Karen Lloyd, senior author and associate professor of microbiology at the University of Tennessee, says, “These microbes are literally sequestering carbon. Scientists are actively working on carbon sequestration to mitigate climate change and carbon capture and storage as a means to bury greenhouse gases over long time periods.” She notes that the study is a great example of this occurring naturally. “It was previously unrecognised. This study shows that this happens on a big, reservoir scale.”

Dr Peter Barry, lead author and fellow member of the Oxford earth science department, says, ‘We found that a substantial amount of carbon is being trapped in non-volcanic areas instead of escaping through volcanoes or sinking into Earth’s interior.

“Until this point scientists had assumed that life plays little to no role in whether this oceanic carbon is transported all the way into the mantle, but we found that life and chemical processes work together to be the gatekeepers of carbon delivery to the mantle.”

On a 12-day mission, the 25 strong team of researchers from multiple disciplines collected water samples from various thermal springs. It has long been predicted that Costa Rica’s thermal springs release ancient carbon molecules, subducted millions of years previous.

In comparing the relative amounts of two different kinds of carbon, those predictions rang true. Processes previously unrecognised were at play in the crust above the subduction zone, helping to trap substantial quantities of carbon. It is estimated that 94% of the carbon transforms into calcite minerals and microbial biomass.

Maarten de Moor, co-author and professor at the National University of Costa Rica’s Observatory of Volcanology and Seismology, marvels at the teams findings, saying, “It is amazing to consider that tiny microbes can potentially influence geological processes on similar scales as these powerful and visually impressive volcanoes, which are direct conduits to Earth’s interior.  The processes that we have identified in this study are less obvious, but they are important because they are operating over huge spatial areas in comparison to volcanoes.”

Interdisciplinary benefits

Acknowledging the benefits of taking an interdisciplinary approach, Dr Peter Barry, associate scientist at Woods Hole Oceanographic Institution, added, “We have people from three different fields working together and only with such an interdisciplinary approach can you make such breakthroughs. Moving forward, this will change how people look at these systems.”

Following on from this success, the researchers intend to investigate other subduction zones to establish whether the phenomenon is widespread.
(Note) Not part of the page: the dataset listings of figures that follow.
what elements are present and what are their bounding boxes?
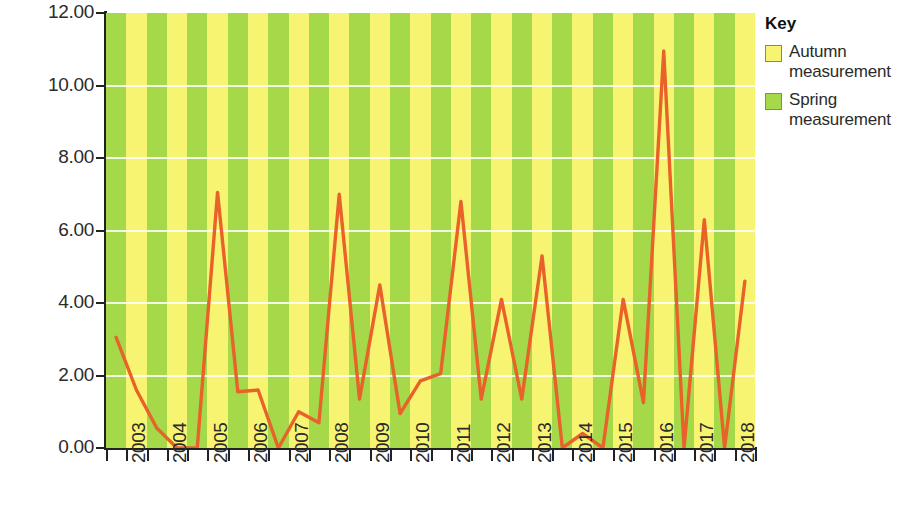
y-tick-mark-8 <box>96 157 105 159</box>
legend-swatch-icon-1 <box>765 93 782 110</box>
x-tick-label-2017: 2017 <box>696 403 718 463</box>
legend-entries: Autumn measurementSpring measurement <box>765 42 914 130</box>
y-tick-mark-0 <box>96 447 105 449</box>
x-tick-label-2004: 2004 <box>169 403 191 463</box>
x-tick-label-2006: 2006 <box>250 403 272 463</box>
y-tick-label-2: 2.00 <box>28 364 94 386</box>
x-tick-label-2016: 2016 <box>656 403 678 463</box>
legend-label-0: Autumn measurement <box>789 42 914 82</box>
x-tick-label-2014: 2014 <box>575 403 597 463</box>
series-polyline <box>116 51 745 448</box>
legend-title: Key <box>765 14 914 34</box>
legend-label-1: Spring measurement <box>789 90 914 130</box>
y-tick-label-8: 8.00 <box>28 146 94 168</box>
x-tick-label-2003: 2003 <box>128 403 150 463</box>
x-tick-label-2009: 2009 <box>372 403 394 463</box>
y-tick-label-0: 0.00 <box>28 436 94 458</box>
y-tick-label-4: 4.00 <box>28 291 94 313</box>
y-tick-mark-10 <box>96 85 105 87</box>
x-tick-label-2015: 2015 <box>615 403 637 463</box>
x-tick-label-2018: 2018 <box>737 403 759 463</box>
y-tick-mark-2 <box>96 375 105 377</box>
x-tick-label-2012: 2012 <box>493 403 515 463</box>
y-tick-label-12: 12.00 <box>28 1 94 23</box>
x-tick-label-2010: 2010 <box>412 403 434 463</box>
legend: Key Autumn measurementSpring measurement <box>765 14 914 138</box>
y-tick-mark-4 <box>96 302 105 304</box>
erosion-rate-line-series <box>106 13 755 448</box>
x-tick-label-2013: 2013 <box>534 403 556 463</box>
x-tick-label-2005: 2005 <box>210 403 232 463</box>
legend-entry-1: Spring measurement <box>765 90 914 130</box>
x-tick-mark-0 <box>106 450 108 461</box>
y-tick-mark-6 <box>96 230 105 232</box>
x-tick-label-2011: 2011 <box>453 403 475 463</box>
legend-entry-0: Autumn measurement <box>765 42 914 82</box>
plot-area <box>106 13 755 448</box>
y-tick-label-10: 10.00 <box>28 74 94 96</box>
erosion-rate-chart: Erosion rate (metres per six months) 12.… <box>0 0 914 512</box>
x-tick-label-2008: 2008 <box>331 403 353 463</box>
y-tick-label-6: 6.00 <box>28 219 94 241</box>
y-axis-tick-labels: 12.0010.008.006.004.002.000.00 <box>22 0 94 470</box>
x-tick-label-2007: 2007 <box>291 403 313 463</box>
legend-swatch-icon-0 <box>765 45 782 62</box>
y-tick-mark-12 <box>96 12 105 14</box>
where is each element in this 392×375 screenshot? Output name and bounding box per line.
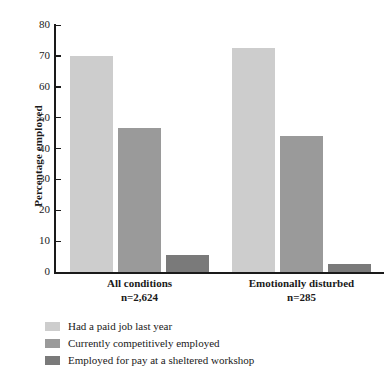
legend-label: Had a paid job last year	[68, 320, 172, 333]
bar	[328, 264, 371, 272]
category-name: All conditions	[107, 277, 172, 289]
legend-swatch	[45, 339, 60, 348]
bar	[118, 128, 161, 272]
bar	[280, 136, 323, 272]
category-sample-size: n=2,624	[50, 291, 230, 305]
x-axis-line	[54, 272, 384, 274]
legend-item: Had a paid job last year	[45, 318, 254, 335]
legend: Had a paid job last yearCurrently compet…	[45, 318, 254, 369]
bars-layer	[0, 24, 392, 272]
bar	[70, 56, 113, 272]
legend-item: Employed for pay at a sheltered workshop	[45, 352, 254, 369]
legend-item: Currently competitively employed	[45, 335, 254, 352]
category-sample-size: n=285	[212, 291, 392, 305]
bar	[232, 48, 275, 272]
x-axis-category-label: Emotionally disturbedn=285	[212, 277, 392, 304]
category-name: Emotionally disturbed	[249, 277, 354, 289]
bar	[166, 255, 209, 272]
legend-label: Currently competitively employed	[68, 337, 220, 350]
y-axis-tick-label-wrap: 0	[22, 272, 50, 273]
x-axis-category-label: All conditionsn=2,624	[50, 277, 230, 304]
legend-swatch	[45, 356, 60, 365]
legend-label: Employed for pay at a sheltered workshop	[68, 354, 254, 367]
legend-swatch	[45, 322, 60, 331]
bar-chart: Percentage employed 01020304050607080 Al…	[0, 0, 392, 375]
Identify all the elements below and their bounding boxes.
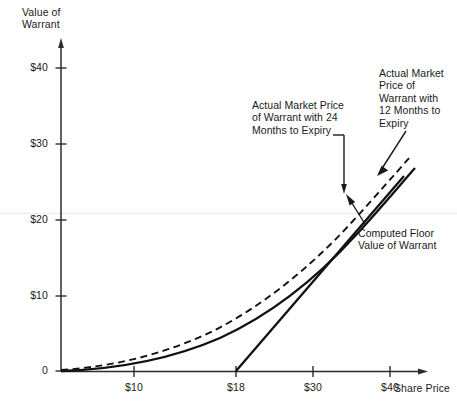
leader-12-month-arrowhead (377, 166, 388, 176)
y-tick-label-40: $40 (14, 61, 48, 73)
y-tick-label-30: $30 (14, 137, 48, 149)
y-axis-arrowhead (58, 38, 64, 48)
x-tick-label-10: $10 (114, 381, 154, 393)
x-tick-label-18: $18 (216, 381, 256, 393)
axis-group (58, 38, 428, 374)
y-tick-label-0: 0 (14, 364, 48, 376)
series-12-month-market-price (61, 168, 415, 371)
leader-24-month (333, 135, 347, 194)
warrant-value-chart: Value of Warrant Share Price $40 $30 $20… (0, 0, 457, 412)
leader-floor-arrowhead (346, 194, 355, 206)
series-computed-floor-value (236, 176, 404, 371)
leader-24-month-arrowhead (341, 184, 347, 194)
leader-12-month-shaft (381, 131, 406, 170)
x-tick-label-40: $40 (370, 381, 410, 393)
annotation-24-month-market-price: Actual Market Price of Warrant with 24 M… (252, 99, 344, 136)
y-tick-label-10: $10 (14, 289, 48, 301)
y-axis-title: Value of Warrant (22, 6, 61, 30)
y-tick-label-20: $20 (14, 213, 48, 225)
series-24-month-market-price (61, 157, 410, 370)
x-axis-arrowhead (418, 369, 428, 375)
chart-plot-area (0, 0, 457, 412)
x-tick-label-30: $30 (293, 381, 333, 393)
annotation-12-month-market-price: Actual Market Price of Warrant with 12 M… (379, 67, 444, 129)
annotation-computed-floor-value: Computed Floor Value of Warrant (358, 227, 436, 252)
leader-12-month (377, 131, 406, 176)
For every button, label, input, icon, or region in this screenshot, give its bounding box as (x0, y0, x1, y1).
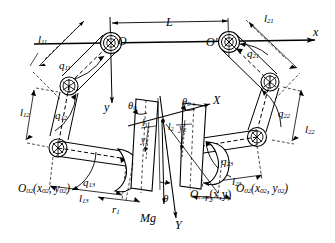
label-O02-right: O02(x02, y02) (236, 183, 288, 195)
label-q13: q13 (83, 177, 95, 189)
label-l13: l13 (79, 193, 88, 205)
label-axis-X-body: X (213, 94, 220, 106)
label-q12: q12 (55, 110, 67, 122)
label-axis-x: x (313, 26, 318, 38)
label-q11: q11 (59, 60, 70, 72)
label-r1: r1 (112, 204, 120, 216)
label-q23: q23 (221, 156, 233, 168)
label-l11: l11 (38, 34, 47, 46)
label-l12: l12 (20, 107, 29, 119)
label-theta0-right: θ0 (182, 97, 190, 108)
label-q22: q22 (278, 108, 290, 120)
label-r2: r2 (205, 192, 213, 204)
label-y2: y2 (179, 124, 186, 134)
left-leg (26, 21, 158, 202)
label-l1: l1 (142, 119, 147, 129)
label-theta0-left: θ0 (128, 101, 136, 112)
label-axis-y: y (104, 101, 109, 113)
label-hip-O-left: O (118, 35, 127, 47)
label-O02-left: O02(x02, y02) (18, 183, 70, 195)
label-L: L (166, 16, 173, 28)
label-l21: l21 (264, 13, 273, 25)
label-Mg: Mg (140, 212, 156, 224)
label-axis-Y-body: Y (175, 219, 182, 231)
label-l2: l2 (168, 123, 173, 133)
figure-canvas: l11 q11 l12 q12 q13 l13 r1 O02(x02, y02)… (0, 0, 335, 243)
label-theta: θ (163, 193, 168, 204)
label-hip-O-right: O′ (206, 36, 217, 48)
label-y1: y1 (141, 136, 148, 146)
left-foot-rocker (98, 99, 158, 202)
label-q21: q21 (247, 48, 259, 60)
right-foot-rocker (176, 103, 231, 200)
label-l22: l22 (305, 124, 314, 136)
right-link-21 (222, 20, 300, 99)
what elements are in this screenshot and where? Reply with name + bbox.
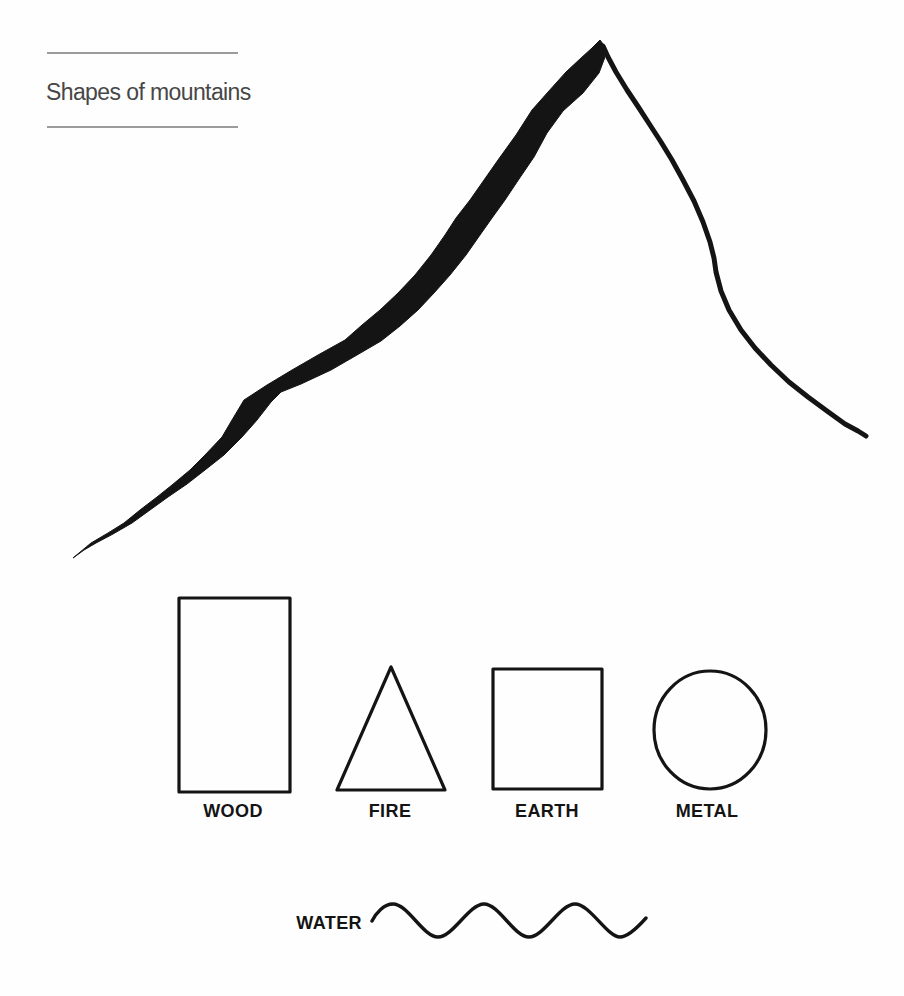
label-water: WATER bbox=[242, 913, 362, 934]
metal-shape bbox=[650, 667, 772, 795]
label-fire: FIRE bbox=[330, 801, 450, 822]
fire-shape bbox=[331, 663, 453, 796]
mountain-illustration bbox=[0, 0, 904, 996]
label-earth: EARTH bbox=[487, 801, 607, 822]
label-metal: METAL bbox=[647, 801, 767, 822]
earth-square bbox=[493, 669, 602, 789]
mountain-right-ridge-line bbox=[603, 46, 866, 436]
book-page: Shapes of mountains WOOD FIRE EARTH META… bbox=[0, 0, 904, 996]
water-wave bbox=[372, 904, 646, 937]
water-shape bbox=[366, 896, 656, 946]
wood-shape bbox=[175, 594, 295, 797]
mountain-left-slope-stroke bbox=[73, 40, 605, 558]
fire-triangle bbox=[337, 667, 445, 790]
earth-shape bbox=[489, 665, 609, 795]
wood-rectangle bbox=[179, 598, 290, 792]
label-wood: WOOD bbox=[173, 801, 293, 822]
metal-circle bbox=[654, 671, 766, 789]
Proving that these processes occur worldwide would mean that there is 19% less carbon entering the deep mantle than previously estimated.

“There are likely even more ways that biology has had an outsized impact on geology…” says co-author Donato Giovannelli, assistant professor at the University of Naples Federico II, “…we just haven’t discovered them yet.”

The research is part of the Deep Carbon Observatory’s Biology Meets Subduction project. With 25 researchers from six nations belonging to each of Deep Carbon Observatory (DCO) Science Communities: Deep Life, Extreme Chemistry and Physics, Reservoirs and Fluxes, and Deep Energy.